The justices will be giving renewed scrutiny to a law they cut back significantly in 2013. The 1965 measure was designed to protect the rights of Black voters at the polling place.

Under its normal scheduling practices, the court will probably hear arguments in January, potentially with Amy Coney Barrett in place to provide a 6-3 conservative majority. A ruling is likely by late June.

The case concerns Arizona’s longstanding policy of rejecting ballots cast in the wrong precinct, as well as a 2016 statute that makes it a crime for most people to collect or deliver another person’s early ballot. The 7-4 decision by the 9th U.S. Circuit Court of Appeals said each rule had a disproportionate impact on minority voters.

The latest showdown pits state and national Democrats against Arizona Republican officials. Republicans say the San Francisco-based appeals court made it too easy for judges to overturn racially neutral voting rules designed to ensure a fair election.

“The majority invalidated two commonplace election administration provisions used by Arizona and dozens of other states to prevent multiple voting, protect against voter intimidation, preserve the secrecy of the ballot, and safeguard election integrity,” Arizona Attorney General Mark Brnovich, a Republican, argued in his appeal.

But Democrats say the Arizona provisions serve primarily to disadvantage Black, Hispanic and American Indian voters. In the 2016 general election, minority voters cast ballots in the wrong precinct at more than twice the rate of Whites, according to the appeals court.

Racial Impact

“The court performed a careful, intensely local appraisal of the challenged practices, determining that they did indeed result in less opportunity for minorities to participate in the political process,” groups led by the Democratic National Committee argued.

More than 3,700 people cast ballots in the wrong Arizona precinct in the 2016 general election, by far the most in the nation in percentage terms. Arizona discards out-of-precinct ballots entirely, including votes for races in which the voter was eligible to participate.
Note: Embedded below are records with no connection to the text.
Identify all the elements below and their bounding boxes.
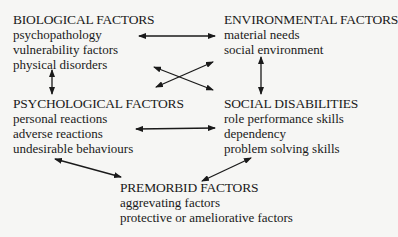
arrow-environmental-psychological [156,62,213,87]
node-title: PREMORBID FACTORS [120,180,293,195]
node-item: role performance skills [224,111,358,126]
node-item: aggrevating factors [120,195,293,210]
node-item: protective or ameliorative factors [120,210,293,225]
node-social-disabilities: SOCIAL DISABILITIES role performance ski… [224,96,358,156]
arrow-biological-social [154,67,213,90]
arrow-psychological-premorbid [55,159,121,177]
node-psychological-factors: PSYCHOLOGICAL FACTORS personal reactions… [13,96,184,156]
node-item: psychopathology [13,27,154,42]
node-item: material needs [224,27,398,42]
node-title: PSYCHOLOGICAL FACTORS [13,96,184,111]
node-item: dependency [224,126,358,141]
node-title: ENVIRONMENTAL FACTORS [224,12,398,27]
node-environmental-factors: ENVIRONMENTAL FACTORS material needs soc… [224,12,398,57]
node-premorbid-factors: PREMORBID FACTORS aggrevating factors pr… [120,180,293,225]
node-item: physical disorders [13,57,154,72]
node-item: personal reactions [13,111,184,126]
node-item: problem solving skills [224,141,358,156]
node-item: adverse reactions [13,126,184,141]
node-item: undesirable behaviours [13,141,184,156]
arrow-social-premorbid [202,158,251,181]
node-biological-factors: BIOLOGICAL FACTORS psychopathology vulne… [13,12,154,72]
node-title: SOCIAL DISABILITIES [224,96,358,111]
node-item: vulnerability factors [13,42,154,57]
node-item: social environment [224,42,398,57]
node-title: BIOLOGICAL FACTORS [13,12,154,27]
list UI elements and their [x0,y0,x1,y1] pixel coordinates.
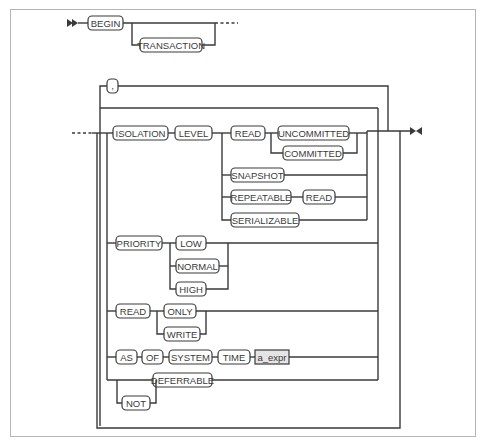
keyword-write: WRITE [164,327,200,341]
railroad-diagram: BEGIN TRANSACTION , I [0,0,485,441]
isolation-section: ISOLATION LEVEL READ UNCOMMITTED COMMITT… [113,126,367,227]
keyword-snapshot: SNAPSHOT [231,168,284,182]
svg-text:LEVEL: LEVEL [179,128,209,139]
keyword-repeatable-read: READ [303,190,335,204]
keyword-of: OF [142,350,163,364]
svg-text:SNAPSHOT: SNAPSHOT [231,170,283,181]
svg-text:PRIORITY: PRIORITY [117,238,163,249]
keyword-repeatable: REPEATABLE [231,190,292,204]
keyword-as: AS [116,350,137,364]
svg-text:DEFERRABLE: DEFERRABLE [151,375,214,386]
keyword-uncommitted: UNCOMMITTED [278,126,349,140]
svg-text:OF: OF [146,352,159,363]
priority-section: PRIORITY LOW NORMAL HIGH [107,236,378,296]
keyword-level: LEVEL [175,126,212,140]
svg-text:SERIALIZABLE: SERIALIZABLE [232,215,299,226]
end-marker-icon [410,127,422,135]
deferrable-section: DEFERRABLE NOT [107,373,378,410]
begin-section: BEGIN TRANSACTION [67,16,238,52]
svg-text:ONLY: ONLY [167,306,193,317]
nonterminal-a-expr: a_expr [255,350,289,364]
keyword-begin: BEGIN [88,16,123,30]
keyword-serializable: SERIALIZABLE [231,213,299,227]
svg-text:READ: READ [306,192,333,203]
svg-text:READ: READ [235,128,262,139]
svg-text:WRITE: WRITE [167,329,198,340]
svg-text:HIGH: HIGH [179,284,203,295]
keyword-transaction: TRANSACTION [137,38,205,52]
keyword-high: HIGH [176,282,206,296]
svg-text:LOW: LOW [180,238,202,249]
svg-text:NORMAL: NORMAL [177,261,218,272]
svg-text:SYSTEM: SYSTEM [171,352,210,363]
svg-text:NOT: NOT [126,398,146,409]
svg-text:AS: AS [120,352,133,363]
keyword-read: READ [231,126,265,140]
keyword-priority: PRIORITY [116,236,162,250]
as-of-section: AS OF SYSTEM TIME a_expr [107,350,378,364]
read-mode-section: READ ONLY WRITE [107,304,378,341]
svg-text:REPEATABLE: REPEATABLE [231,192,292,203]
svg-text:,: , [111,80,114,91]
keyword-deferrable: DEFERRABLE [151,373,214,387]
svg-text:ISOLATION: ISOLATION [116,128,166,139]
svg-text:UNCOMMITTED: UNCOMMITTED [278,128,349,139]
svg-text:TRANSACTION: TRANSACTION [137,40,205,51]
keyword-committed: COMMITTED [283,146,343,160]
keyword-isolation: ISOLATION [113,126,168,140]
keyword-read-mode: READ [116,304,150,318]
keyword-normal: NORMAL [176,259,219,273]
keyword-only: ONLY [164,304,196,318]
keyword-not: NOT [122,396,150,410]
svg-text:READ: READ [120,306,147,317]
svg-text:TIME: TIME [223,352,246,363]
keyword-time: TIME [218,350,250,364]
start-marker-icon [67,19,78,27]
separator-comma: , [107,79,118,93]
svg-text:BEGIN: BEGIN [91,18,121,29]
svg-text:a_expr: a_expr [257,352,286,363]
keyword-system: SYSTEM [169,350,212,364]
keyword-low: LOW [176,236,206,250]
svg-text:COMMITTED: COMMITTED [284,148,342,159]
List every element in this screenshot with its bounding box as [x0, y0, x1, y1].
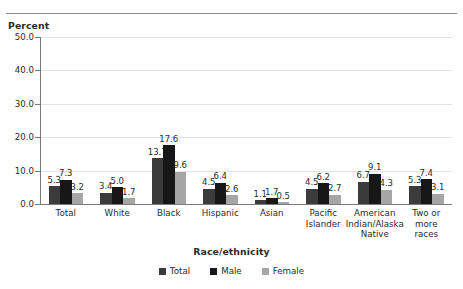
x-axis-line	[40, 204, 452, 205]
y-axis-tick-mark	[35, 104, 40, 105]
legend-label: Total	[170, 266, 190, 276]
bar-group: 4.56.22.7	[306, 37, 341, 204]
bar-total-total	[49, 186, 61, 204]
bar-two-or-more-races-total	[409, 186, 421, 204]
y-axis-tick-mark	[35, 37, 40, 38]
y-axis-tick-label: 50.0	[0, 32, 34, 42]
bar-group: 5.37.43.1	[409, 37, 444, 204]
bar-value-label: 0.5	[272, 191, 296, 201]
bar-value-label: 5.0	[106, 176, 130, 186]
bar-black-male	[163, 145, 175, 204]
y-axis-tick-label: 40.0	[0, 65, 34, 75]
bar-group: 1.11.70.5	[255, 37, 290, 204]
bar-american-indian-alaska-native-total	[358, 182, 370, 204]
y-axis-tick-label: 0.0	[0, 199, 34, 209]
y-axis-tick-mark	[35, 171, 40, 172]
y-axis-tick-mark	[35, 137, 40, 138]
legend-swatch-icon	[159, 268, 166, 275]
bar-hispanic-total	[203, 189, 215, 204]
legend-label: Male	[221, 266, 242, 276]
bar-value-label: 2.6	[220, 184, 244, 194]
bar-group: 13.717.69.6	[152, 37, 187, 204]
bar-two-or-more-races-female	[432, 194, 444, 204]
header-divider	[6, 13, 457, 14]
y-axis-tick-label: 20.0	[0, 132, 34, 142]
y-axis-tick-mark	[35, 204, 40, 205]
legend-item-male[interactable]: Male	[210, 266, 242, 276]
y-axis-tick-label: 10.0	[0, 166, 34, 176]
bar-value-label: 2.7	[323, 183, 347, 193]
plot-area: 5.37.33.23.45.01.713.717.69.64.56.42.61.…	[40, 37, 452, 204]
x-axis-label-line: more	[393, 219, 461, 230]
bar-value-label: 7.4	[415, 168, 439, 178]
bar-group: 3.45.01.7	[100, 37, 135, 204]
bar-value-label: 1.7	[117, 187, 141, 197]
bar-black-total	[152, 158, 164, 204]
bar-hispanic-female	[226, 195, 238, 204]
bar-total-female	[72, 193, 84, 204]
bar-value-label: 6.4	[209, 171, 233, 181]
bar-white-total	[100, 193, 112, 204]
bar-value-label: 6.2	[312, 172, 336, 182]
bar-value-label: 4.3	[375, 178, 399, 188]
y-axis-line	[40, 37, 41, 204]
legend-item-female[interactable]: Female	[262, 266, 304, 276]
x-axis-label-line: races	[393, 229, 461, 240]
legend: TotalMaleFemale	[0, 266, 463, 276]
bar-american-indian-alaska-native-female	[381, 190, 393, 204]
bar-value-label: 3.1	[426, 182, 450, 192]
bar-pacific-islander-total	[306, 189, 318, 204]
y-axis-tick-label: 30.0	[0, 99, 34, 109]
bar-value-label: 7.3	[54, 168, 78, 178]
bar-group: 5.37.33.2	[49, 37, 84, 204]
x-axis-label-line: Two or	[393, 208, 461, 219]
bar-value-label: 9.6	[169, 160, 193, 170]
legend-label: Female	[273, 266, 304, 276]
x-axis-category-label: Two ormoreraces	[393, 208, 461, 240]
bar-value-label: 3.2	[66, 182, 90, 192]
bar-group: 4.56.42.6	[203, 37, 238, 204]
bar-black-female	[175, 172, 187, 204]
bar-value-label: 9.1	[363, 162, 387, 172]
y-axis-tick-mark	[35, 70, 40, 71]
legend-swatch-icon	[262, 268, 269, 275]
legend-swatch-icon	[210, 268, 217, 275]
legend-item-total[interactable]: Total	[159, 266, 190, 276]
bar-group: 6.79.14.3	[358, 37, 393, 204]
bar-pacific-islander-female	[329, 195, 341, 204]
bar-value-label: 17.6	[157, 134, 181, 144]
x-axis-title: Race/ethnicity	[0, 246, 463, 257]
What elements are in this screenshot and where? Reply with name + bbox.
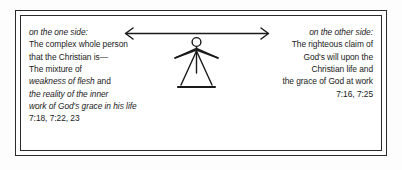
stick-figure-person-icon [175, 38, 218, 87]
diagram-content: on the one side: The complex whole perso… [20, 15, 382, 151]
diagram-canvas: on the one side: The complex whole perso… [0, 0, 402, 170]
figure-leg-left [181, 51, 197, 85]
figure-head-circle [192, 38, 201, 47]
diagram-artwork [20, 15, 382, 151]
figure-leg-right [197, 51, 213, 85]
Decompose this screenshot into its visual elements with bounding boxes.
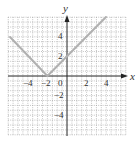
y-tick-4: 4 [58, 31, 63, 41]
x-tick-0: 0 [58, 78, 63, 88]
x-tick-2: 2 [84, 78, 89, 88]
y-tick-neg2: −2 [54, 90, 64, 100]
graph: x y −4 −2 0 2 4 4 2 −2 −4 [0, 0, 137, 142]
y-axis-arrow-icon [65, 15, 70, 22]
y-tick-2: 2 [58, 51, 63, 61]
y-tick-neg4: −4 [54, 110, 64, 120]
x-tick-neg4: −4 [23, 78, 33, 88]
x-axis-label: x [129, 70, 135, 82]
x-axis-arrow-icon [121, 74, 128, 79]
y-axis-label: y [62, 2, 68, 14]
x-tick-neg2: −2 [41, 78, 51, 88]
x-tick-4: 4 [104, 78, 109, 88]
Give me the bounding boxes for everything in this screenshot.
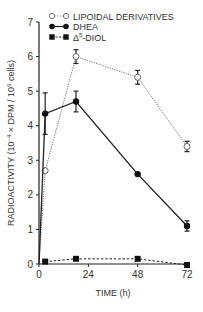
series-filled-square xyxy=(42,256,190,268)
filled-circle-marker-icon xyxy=(49,24,55,30)
y-tick-label: 4 xyxy=(27,120,33,131)
series-filled-circle xyxy=(39,91,190,264)
open-circle-marker-icon xyxy=(63,13,68,18)
y-tick-label: 2 xyxy=(27,189,33,200)
legend-item-dhea: DHEA xyxy=(49,22,98,32)
data-point xyxy=(73,54,79,60)
chart-series xyxy=(39,50,190,268)
legend-label: LIPOIDAL DERIVATIVES xyxy=(73,12,174,22)
y-tick-label: 5 xyxy=(27,86,33,97)
filled-circle-marker-icon xyxy=(63,24,69,30)
filled-square-marker-icon xyxy=(63,34,68,39)
legend-item-diol: Δ5-DIOL xyxy=(49,32,106,43)
x-tick-label: 72 xyxy=(181,269,193,280)
y-tick-label: 7 xyxy=(27,17,33,28)
y-axis-title: RADIOACTIVITY (10−4 × DPM / 106 cells) xyxy=(6,60,17,226)
x-axis-title: TIME (h) xyxy=(96,288,131,298)
filled-square-marker-icon xyxy=(49,34,54,39)
line-chart: 012345670244872 LIPOIDAL DERIVATIVES DHE… xyxy=(0,0,203,312)
data-point xyxy=(73,98,79,104)
legend-label: Δ5-DIOL xyxy=(73,32,106,43)
legend-item-lipoidal: LIPOIDAL DERIVATIVES xyxy=(49,12,173,22)
x-tick-label: 24 xyxy=(83,269,95,280)
data-point xyxy=(42,110,48,116)
series-open-circle xyxy=(39,50,190,264)
data-point xyxy=(42,259,48,265)
data-point xyxy=(184,262,190,268)
data-point xyxy=(134,171,140,177)
chart-axes: 012345670244872 xyxy=(27,17,193,281)
data-point xyxy=(184,143,190,149)
y-tick-label: 0 xyxy=(27,259,33,270)
data-point xyxy=(73,256,79,262)
y-tick-label: 1 xyxy=(27,224,33,235)
y-tick-label: 3 xyxy=(27,155,33,166)
data-point xyxy=(135,74,141,80)
x-tick-label: 48 xyxy=(132,269,144,280)
legend-label: DHEA xyxy=(73,22,98,32)
data-point xyxy=(184,223,190,229)
y-tick-label: 6 xyxy=(27,51,33,62)
chart-legend: LIPOIDAL DERIVATIVES DHEA Δ5-DIOL xyxy=(49,12,174,43)
data-point xyxy=(135,256,141,262)
open-circle-marker-icon xyxy=(49,13,54,18)
x-tick-label: 0 xyxy=(36,269,42,280)
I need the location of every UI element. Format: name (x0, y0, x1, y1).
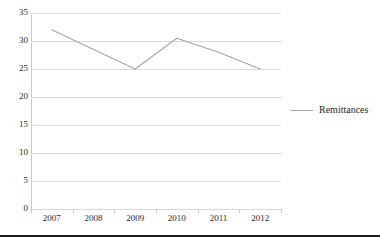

The case echoes the divisive fight over the rules governing the 2020 election. Republicans say the Arizona ban on what they call “ballot harvesting” guards against fraud, pointing to a handful of elections that courts have overturned elsewhere in recent decades.

The 9th Circuit majority said no evidence existed that third-party ballot collection had ever tainted an Arizona race. The appeals court said ballot collection is particularly important to Arizona Hispanic and Native American voters, who often have poor or nonexistent in-home mail service and live far from polling places with few transportation options.

The law makes exceptions to allow ballot-handling by family and household members, caregivers, mail carriers and elections officials.

Shelby County

The 9th Circuit said both Arizona policies had a disproportionate impact on minority voters in violation of Section 2 of the Voting Rights Act. The appeals court majority said the ballot-collection law also amounted to intentional discrimination, violating both Section 2 and the Constitution’s 15th Amendment.

The 2013 Supreme Court decision, Shelby County v. Holder, centered on the Voting Rights Act’s Section 5, which required jurisdictions with a deep history of discrimination to get federal clearance before changing their voting rules. The 5-4 decision gutted that provision by striking down the formula for determining which states are covered.

The cases are Brnovich v. Democratic National Committee, 19-1257, and Arizona Republican Party v. Democratic National Committee, 19-1258.